BPD and the Ability to Function Well at Work


Before I became ill, I had started working as a secretary to an executive vice president at a mid-sized advertising agency in Manhattan. After 18 months he promoted me to an assistant to a woman they hired to run the Consumer Promotion Department (pre-Internet that was coupons in Sunday newspaper inserts). From that job I worked my way up to Consumer Promotion Development Manager at Lever Brothers, part of Unilever, one of the largest packaged goods companies in the world.

When I became ill with anorexia for the second time and was hospitalized for an extended period, they let me go. (This was before the Americans with Disabilities Act.) I was bereft. I’d worked so hard to get to where I’d been. In 1990, I attempted suicide for the second time and was diagnosed with BPD.

My old consumer promotion manager from the advertising agency called me at some point and offered me a job at Kraft, another huge, packaged goods company. Taking this job was a mistake. I was still in the throes of my BPD diagnosis, as well as the anorexia and depression. Consumer promotion was transitioning to using computers and I couldn’t keep up. I lasted a year, only because my manager urged me to hang in there, but I ended up quitting, feeling inadequate and ashamed.

I earned my master’s degree in social work in 2000 and immediately landed a job at an outpatient clinic in Westchester. One didn’t have to be super organized to be a clinician. I followed the schedule that was laid out for me to see patients and when I had the time, I wrote session notes.

It was at the job following my first at an outpatient clinic in Queens, NY, that I again needed to rely heavily on my organizational skills and attention to detail. Only it had been quite a while since my brain had needed to think in that way. After about two years there, the Executive Director tapped me to perform some administrative tasks, some more challenging than others. I had to work hard at completing tasks on time, getting reports ready to present to the Executive Director in meetings, reviewing my co-workers’ charts, and other responsibilities. At times I felt overwhelmed. My caseload of patients continued to shrink, and my load of admin tasks grew exponentially. I knew this meant that she (the Executive Director) liked my work, but this also activated my perfectionistic tendencies and my anxiety that my work would not be perfect: What if I ended up getting fired?

A 2019 study on borderline personality disorder and employment states “much of the research examining employment in individuals with high levels of BPD pathology focuses on the extent to which occupational or vocational functioning is impaired in these individuals. Follow-up studies of BPD patients in general show poor employment outcomes.”

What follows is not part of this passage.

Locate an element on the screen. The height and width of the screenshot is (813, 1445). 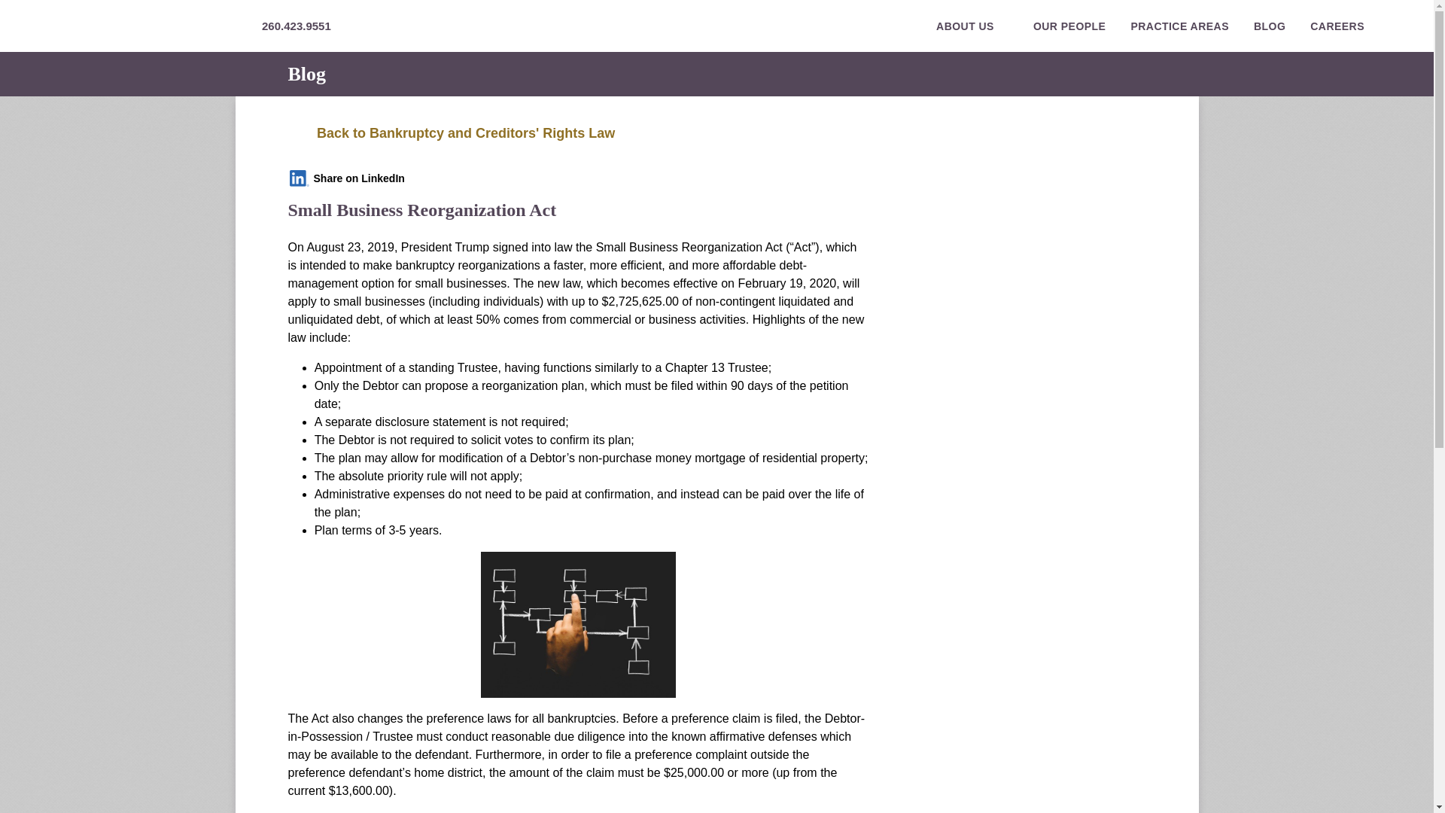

When I reflect on the jobs I’ve had and at which I’ve succeeded, organization and attention to detail has always been my foundation. I’m fortunate that these skills come naturally to me, however, they can be somewhat more elusive when I’m stressed or depressed.

A new study focuses on the strategies people with borderline personality disorder use to maintain their well-being and performance at work and notes that “to maintain well-being and performance at work, participants reported using strategies that involved balancing work and daily life through stable routines and health-supporting lifestyle habits. Key strategies enabling work functioning focused on self-regulation, cultivating positive workplace relationships, as well as task and time management.”

I wish I could say I use all the strategies listed above. Is my work life and daily life always balanced? No, I often write notes from 3 AM to 5 AM because I don’t have time to write them during the day and I’m too exhausted to write them in the evening. I know from experience that when I try to write notes after a certain hour, they literally don’t make sense. Have I cultivated positive workplace relationships? I work in our midtown office two days a week There are a couple of people I say hello to and chat with but I wouldn’t call them workplace relationships. We all have different lunch hours in our schedules and I know I take my lunch hour to write as many notes as I can so I won’t need to do them at 4 AM. Task and time management? It’s difficult to manage your time well when you only have five minutes between sessions, barely enough time to use the rest room.

The strategies described above are ideal but perhaps not so realistic. I understand that for people diagnosed with BPD the strategies are not optional; they are a necessity. At my job as a clinical supervisor last year where I was responsible for three jobs (one of the reasons I left), these approaches were absolutely necessary.

Today, I manage. Perhaps in not the most ideal way or the healthiest way. I wish could take the strategy from the playbook of the participants in this study, but it’s difficult for me to think of varying from the routine that has worked for me at this new job for the last almost fourteen months. The question is: Is my current lifestyle sustainable?